Five Croatian nationals, and one Slovenian, are in custody in Klagenfurt, Austria on suspicion that they broke an Austrian law banning the display of fascist and Nazi symbols at a commemoration at Bleiburg on Saturday, the Austrian media said on Wednesday.
“Five men were arrested for saluting with the so-called Hitler salute and one for wearing symbols of the SS units,” the spokeswoman for a Klagenfurt court, Eva Jost-Draxl, told Kronen Zeitung.
The suspects are in custody due to a high flight risk, and a judge will decide within a fortnight whether to remand them in custody, she said, and added that the suspects are facing up to ten years’ imprisonment.
The event, held every year in May near the town of Bleiburg in southern Austria only a few kilometres from the Slovenian border, commemorates tens of thousands of soldiers and civilians loyal to the Nazi-allied Independent State of Croatia (NDH) regime who fled to Austria to surrender to Allied forces in the closing days of World War II in May 1945. However, they were turned over to Yugoslav Partisans, who sent them on death marches towards Yugoslavia, where many of them perished over the next few months.
Although officially sponsored by the Croatian Parliament and supported by prominent members of the Croatian Catholic clergy, the event has caused controversy in Croatia since the early 1990s, and is perceived as a gathering of right-wing and far-right Croatian groups, with some of them openly displaying World War II-era Ustashe insignia and symbols on the site, the Loibacher Feld near the town of Bleiburg.
A local police official, Michaela Kohlweiss, said she regretted that persons who are under investigation for the same crime committed at last year’s commemoration were not arrested then. “Fourteen criminal proceedings against unidentified persons are still open,” she told Kronen Zeitung.
The newspaper said the Klagenfurt court hoped this year’s strict measures against the display of banned symbols would have a lasting effect so that “the commemoration of Croatian victims can pass in a dignified manner and without a radical right-wing backdrop.”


**PROBLEM REQUIREMENTS:** Omitting the pictures, output all of the records precisely as written.

Figure content listings
---+---

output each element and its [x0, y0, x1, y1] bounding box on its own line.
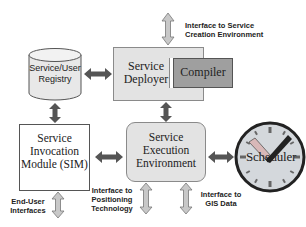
end-user-interface-arrow	[51, 191, 65, 219]
deployer-execution-arrow	[159, 101, 173, 123]
creation-interface-arrow	[161, 12, 175, 46]
compiler-label: Compiler	[173, 65, 233, 80]
sim-label: Service Invocation Module (SIM)	[19, 132, 90, 171]
registry-label: Service/User Registry	[27, 63, 83, 85]
gis-interface-arrow	[179, 182, 193, 215]
positioning-interface-label: Interface to Positioning Technology	[86, 186, 138, 213]
creation-interface-label: Interface to Service Creation Environmen…	[185, 21, 275, 39]
gis-interface-label: Interface to GIS Data	[196, 190, 246, 208]
registry-sim-arrow	[48, 102, 62, 124]
execution-environment-label: Service Execution Environment	[126, 131, 206, 170]
positioning-interface-arrow	[139, 182, 153, 215]
sim-execution-arrow	[94, 150, 124, 164]
end-user-interface-label: End-User Interfaces	[6, 197, 50, 215]
service-deployer-label: Service Deployer	[116, 60, 176, 86]
execution-scheduler-arrow	[207, 150, 235, 164]
scheduler-label: Scheduler	[236, 149, 306, 165]
registry-deployer-arrow	[83, 67, 113, 81]
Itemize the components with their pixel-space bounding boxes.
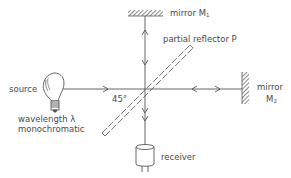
wavelength-label: wavelength λ: [18, 115, 75, 124]
partial-reflector-label: partial reflector P: [163, 35, 237, 44]
receiver-icon: [136, 145, 154, 173]
mirror-m2-label: mirror M2: [257, 83, 283, 104]
interferometer-diagram: [0, 0, 291, 178]
source-label: source: [9, 85, 37, 94]
partial-reflector: [102, 45, 193, 136]
receiver-label: receiver: [161, 153, 196, 162]
mirror-m2: [242, 72, 249, 104]
mirror-m1-label: mirror M1: [170, 9, 210, 19]
angle-label: 45°: [112, 95, 127, 104]
monochromatic-label: monochromatic: [18, 125, 85, 134]
mirror-m1: [128, 10, 163, 16]
light-bulb-icon: [43, 73, 64, 112]
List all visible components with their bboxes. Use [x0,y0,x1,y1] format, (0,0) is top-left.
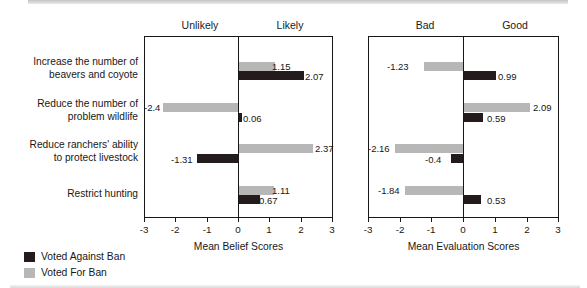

---+---

**RESULT:**
output each element and its [x0, y0, x1, y1] bounding box on its own line.
end-user-interface-arrow	[51, 191, 65, 219]
deployer-execution-arrow	[159, 101, 173, 123]
creation-interface-arrow	[161, 12, 175, 46]
compiler-label: Compiler	[173, 65, 233, 80]
sim-label: Service Invocation Module (SIM)	[19, 132, 90, 171]
registry-label: Service/User Registry	[27, 63, 83, 85]
gis-interface-arrow	[179, 182, 193, 215]
positioning-interface-label: Interface to Positioning Technology	[86, 186, 138, 213]
creation-interface-label: Interface to Service Creation Environmen…	[185, 21, 275, 39]
gis-interface-label: Interface to GIS Data	[196, 190, 246, 208]
registry-sim-arrow	[48, 102, 62, 124]
execution-environment-label: Service Execution Environment	[126, 131, 206, 170]
positioning-interface-arrow	[139, 182, 153, 215]
sim-execution-arrow	[94, 150, 124, 164]
end-user-interface-label: End-User Interfaces	[6, 197, 50, 215]
service-deployer-label: Service Deployer	[116, 60, 176, 86]
execution-scheduler-arrow	[207, 150, 235, 164]
scheduler-label: Scheduler	[236, 149, 306, 165]
registry-deployer-arrow	[83, 67, 113, 81]
Itemize the components with their pixel-space bounding boxes.
wavelength-label: wavelength λ: [18, 115, 75, 124]
partial-reflector-label: partial reflector P: [163, 35, 237, 44]
receiver-icon: [136, 145, 154, 173]
mirror-m2-label: mirror M2: [257, 83, 283, 104]
interferometer-diagram: [0, 0, 291, 178]
source-label: source: [9, 85, 37, 94]
partial-reflector: [102, 45, 193, 136]
receiver-label: receiver: [161, 153, 196, 162]
mirror-m2: [242, 72, 249, 104]
mirror-m1-label: mirror M1: [170, 9, 210, 19]
angle-label: 45°: [112, 95, 127, 104]
monochromatic-label: monochromatic: [18, 125, 85, 134]
mirror-m1: [128, 10, 163, 16]
light-bulb-icon: [43, 73, 64, 112]
List all visible components with their bboxes. Use [x0,y0,x1,y1] format, (0,0) is top-left.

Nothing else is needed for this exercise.